• Br J Anaesth · Jan 2003

    Evaluation of high fidelity patient simulator in assessment of performance of anaesthetists.

    • J M Weller, M Bloch, S Young, M Maze, S Oyesola, J Wyner, D Dob, K Haire, J Durbridge, T Walker, and D Newble.
    • Department of Surgery, Wellington School of Medicine, Otago University, Private Bag 7343, Wellington South, New Zealand. jennifer.weller@wnmeds.ac.nz
    • Br J Anaesth. 2003 Jan 1;90(1):43-7.

    BackgroundThere is increasing emphasis on performance-based assessment of clinical competence. The High Fidelity Patient Simulator (HPS) may be useful for assessment of clinical practice in anaesthesia, but needs formal evaluation of validity, reliability, feasibility and effect on learning. We set out to assess the reliability of a global rating scale for scoring simulator performance in crisis management.MethodsUsing a global rating scale, three judges independently rated videotapes of anaesthetists in simulated crises in the operating theatre.

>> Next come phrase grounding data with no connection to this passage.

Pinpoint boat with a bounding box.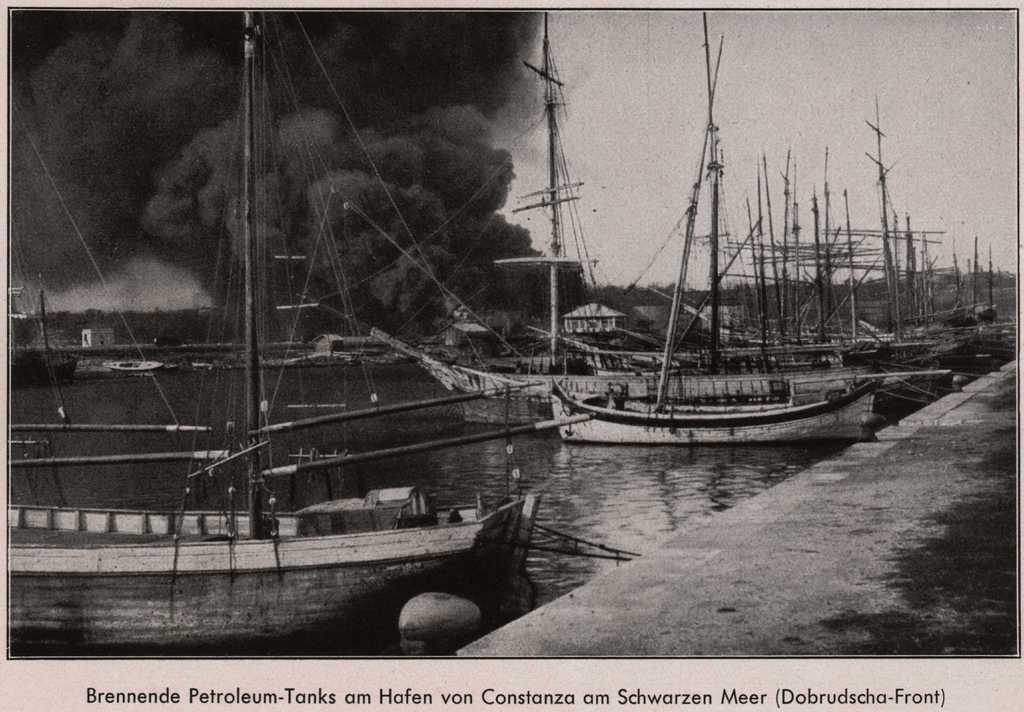
x1=2, y1=267, x2=77, y2=386.
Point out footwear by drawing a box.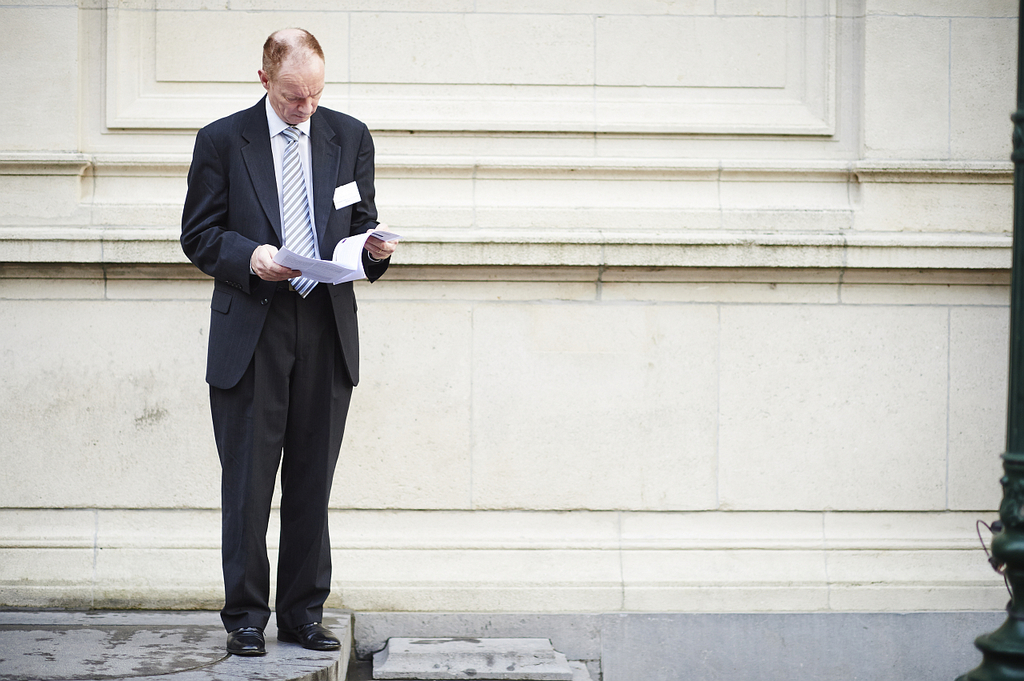
225/627/268/658.
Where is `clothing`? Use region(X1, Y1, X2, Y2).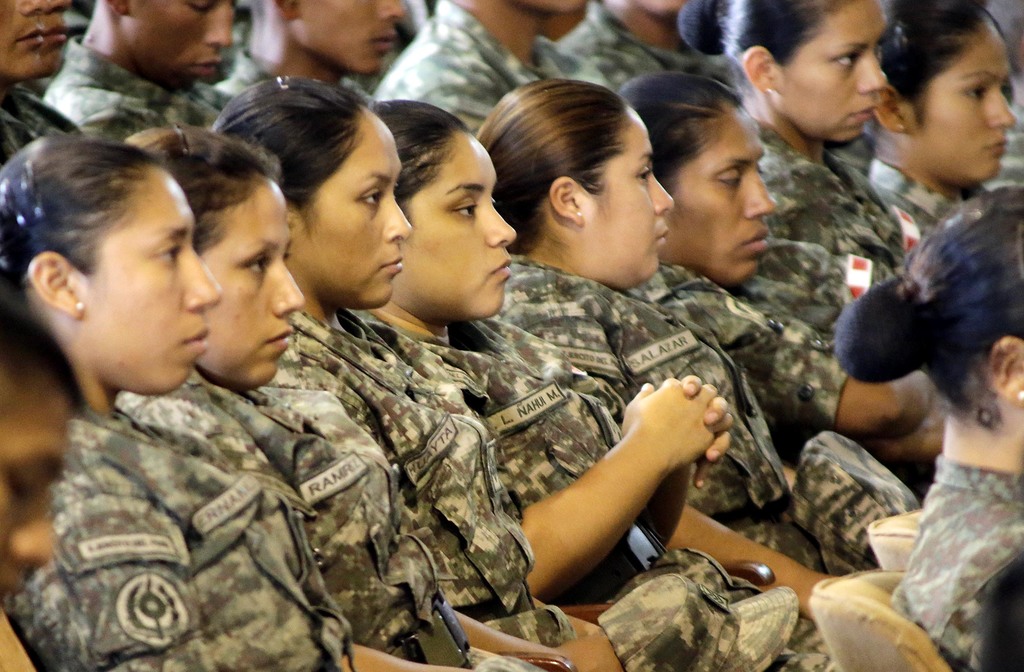
region(374, 0, 545, 133).
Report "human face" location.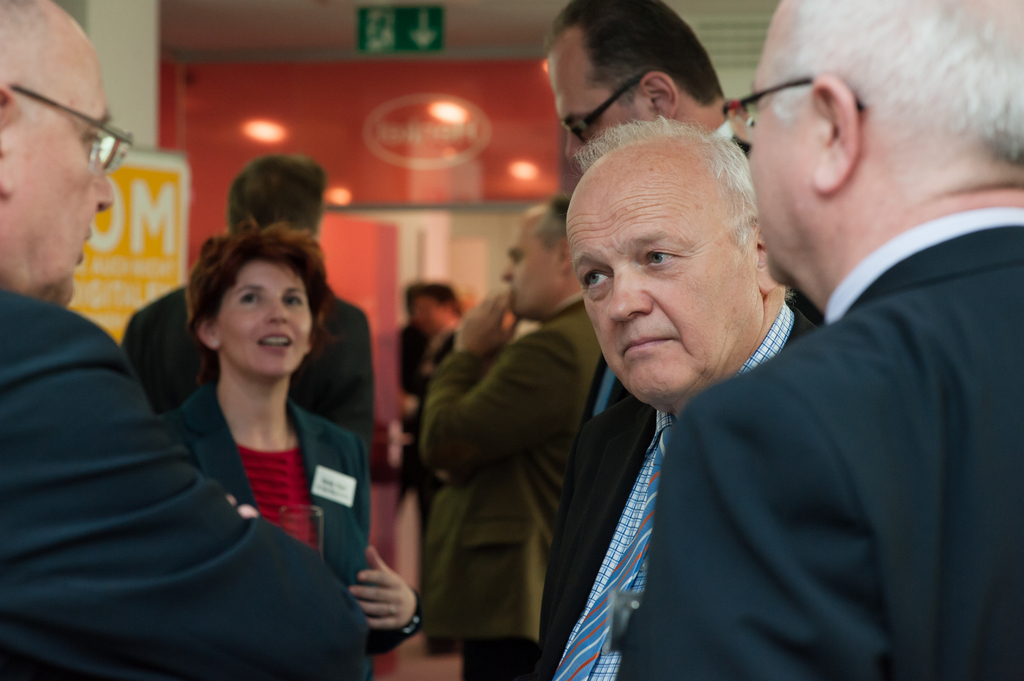
Report: x1=20 y1=1 x2=111 y2=310.
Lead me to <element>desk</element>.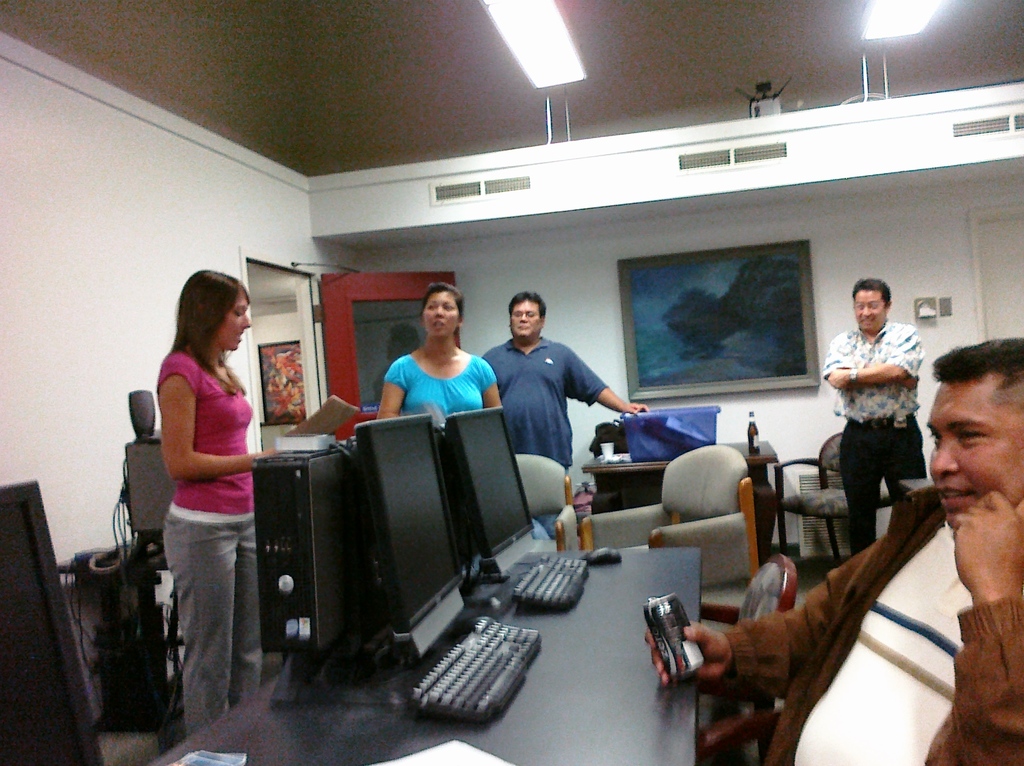
Lead to Rect(249, 523, 726, 753).
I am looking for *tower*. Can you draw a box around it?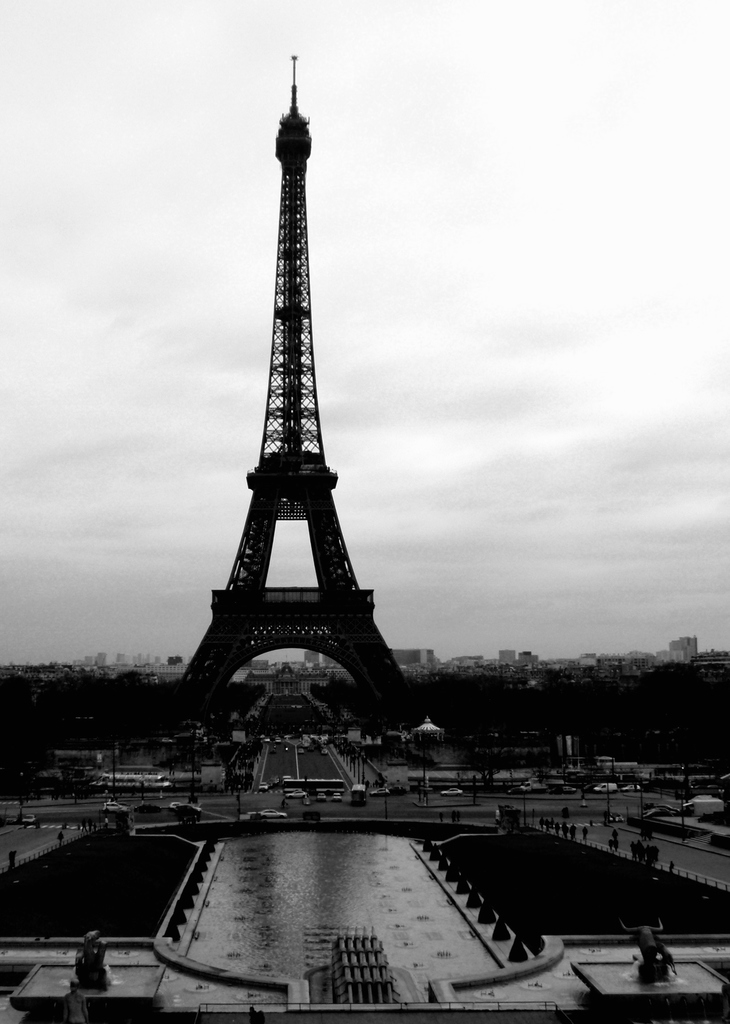
Sure, the bounding box is (154, 47, 432, 743).
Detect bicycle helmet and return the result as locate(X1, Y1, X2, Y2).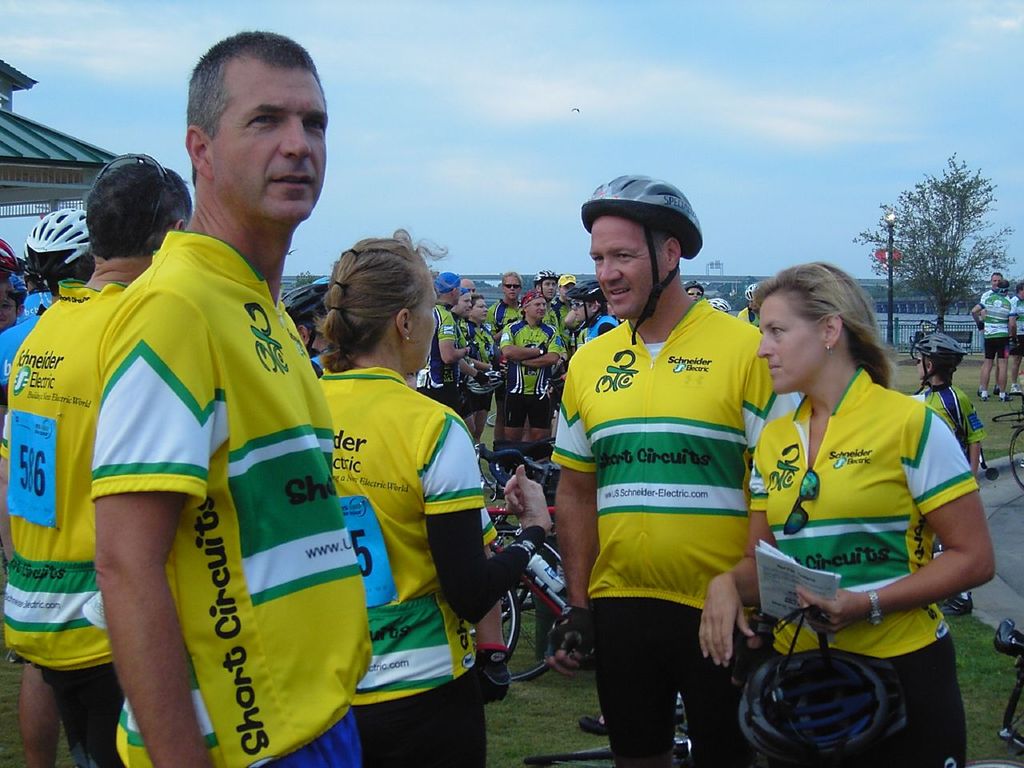
locate(31, 204, 91, 274).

Five anaesthetists then independently rated subsets of these videotapes.ResultsThere was good agreement between raters for medical management, behavioural attributes and overall performance. Agreement was high for both the initial judges and the five additional raters.ConclusionsUsing a global scale to assess simulator performance, we found good inter-rater reliability for scoring performance in a crisis. We estimate that two judges should provide a reliable assessment. High fidelity simulation should be studied further for assessing clinical performance.

      Pubmed     Free full text   Copy Citation     Plaintext  

      Add institutional full text...

    Notes

     
    Knowledge, pearl, summary or comment to share?
    300 characters remaining
    help        
    You can also include formatting, links, images and footnotes in your notes
    • Simple formatting can be added to notes, such as *italics*, _underline_ or **bold**.
    • Superscript can be denoted by <sup>text</sup> and subscript <sub>text</sub>.
    • Numbered or bulleted lists can be created using either numbered lines 1. 2. 3., hyphens - or asterisks *.
    • Links can be included with: [my link to pubmed](http://pubmed.com)
    • Images can be included with: ![alt text](https://bestmedicaljournal.com/study_graph.jpg "Image Title Text")
    • For footnotes use [^1](This is a footnote.) inline.
    • Or use an inline reference [^1] to refer to a longer footnote elseweher in the document [^1]: This is a long footnote..

    hide…

Want more great medical articles?

Keep up to date with a free trial of metajournal, personalized for your practice.
1,694,794 articles already indexed!

We guarantee your privacy. Your email address will not be shared.